By Ella Prieto, Editor-in-Chief
On April 1, Gettysburg College President Bob Iuliano announced in a campus-wide email that the English Department will be replaced by a state-of-the-art Artificial Intelligence (AI) Data Center. While all of Breidenbaugh Hall is to be demolished to create space for this new center, the other departments residing there will be moved to different academic buildings. The English Department was identified as “costly” and “not enhancing the student experience enough”, leading to its demise.
“After extensive review of departmental performance metrics, student engagement data and long-term institutional priorities, we have determined that the English Department no longer delivers sufficient value to the Gettysburg experience,” Iuliano wrote in the email.
The AI Data Center, tentatively named the Institute for Computational Excellence, will occupy the footprint currently held by Breidenbaugh and is expected to house over 400 high-performance servers, a machine learning research hub and what the email described as “an immersive AI interaction lounge where students can engage with large language models in a dynamic, forward-thinking environment.”
The other departments currently residing in Breidenbaugh Hall, such as the new Communication Studies major and East Asian Studies, will be relocated to available spaces across campus. East Asian Studies, the email noted, will be moved to a repurposed storage room in the basement of Weidensall Hall, described in the facilities plan as “cozy and historically resonant.” Additionally, the Writing Center will be absorbed into the Computer Science Department, where student papers will henceforth be submitted to an AI grading algorithm trained on a dataset of previous A-minus essays.
Faculty reaction was swift.
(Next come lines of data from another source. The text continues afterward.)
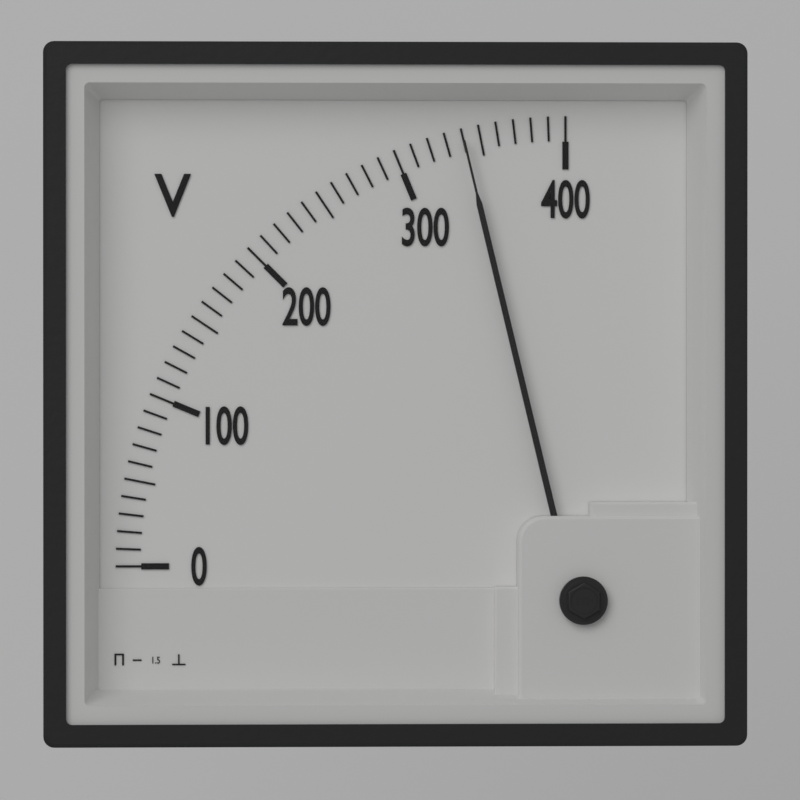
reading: 340 V
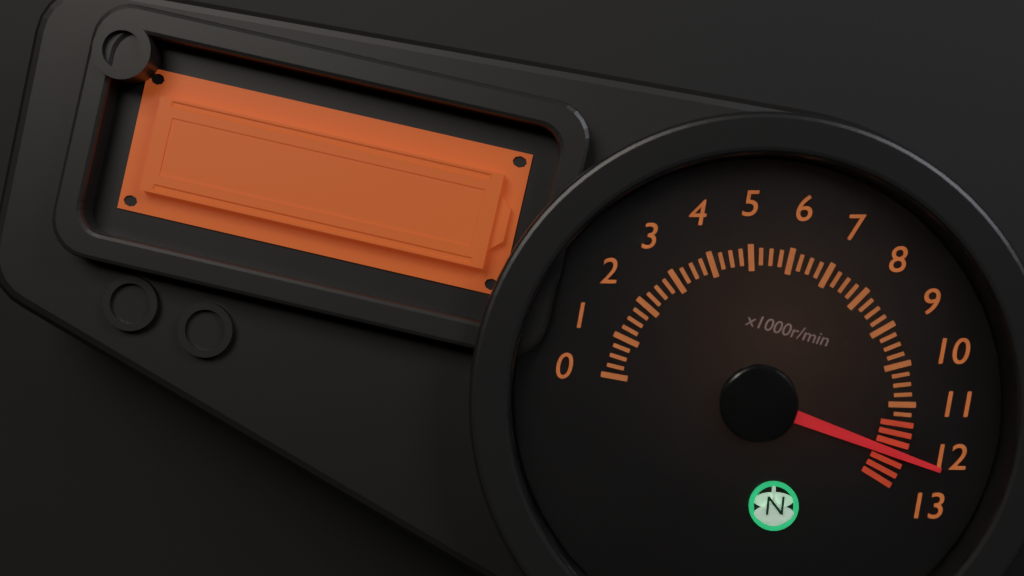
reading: 12.25 x1000r/min
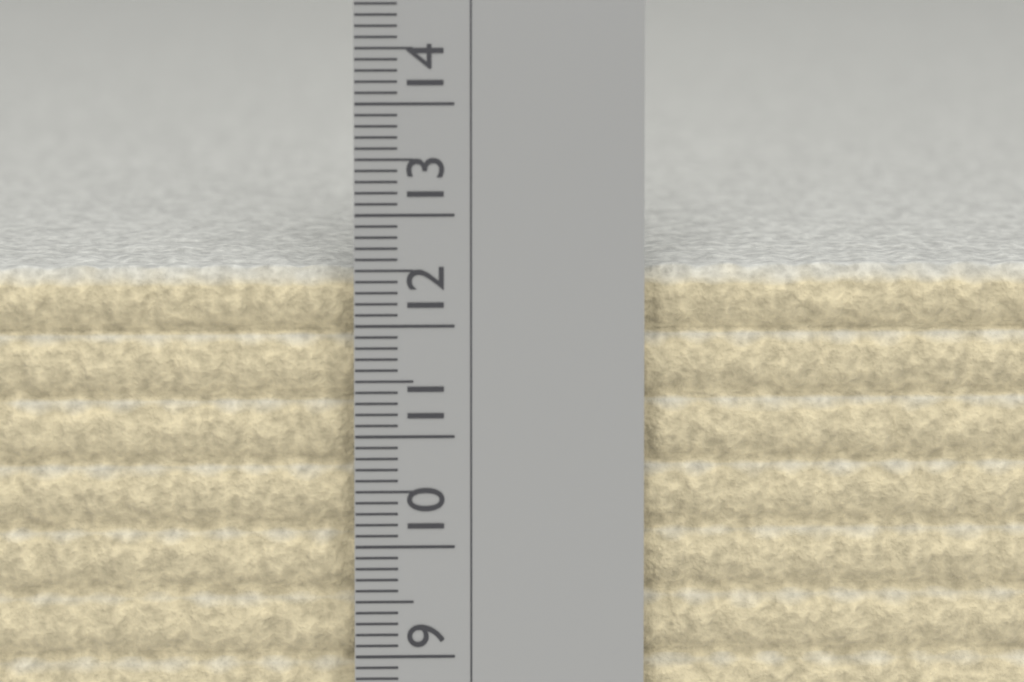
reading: 12.5 cm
English Department Chair Chris D’Addario released a three-page statement written entirely in Shakespearean iambic pentameter, calling the decision “a philistine act of institutional vandalism.” Several professors announced they would be holding emergency office hours in the Breidenbaugh hallway for as long as the building stands.
Students appeared more divided. “Honestly, I’ve been using AI to write my papers anyway,” admitted one junior English major, who then paused, appeared to reflect on what he had just said and walked away without further comment.
President Iuliano concluded his email by thanking the English faculty for their years of service and noting that several of them may be eligible for retraining as “AI prompt engineers.” A transition workshop, titled From Shakespeare to Syntax: Your Future in Tech, has been scheduled for mid-April in the Pennsylvania Hall Lyceum.
Breidenbaugh Hall is expected to begin demolition over the summer.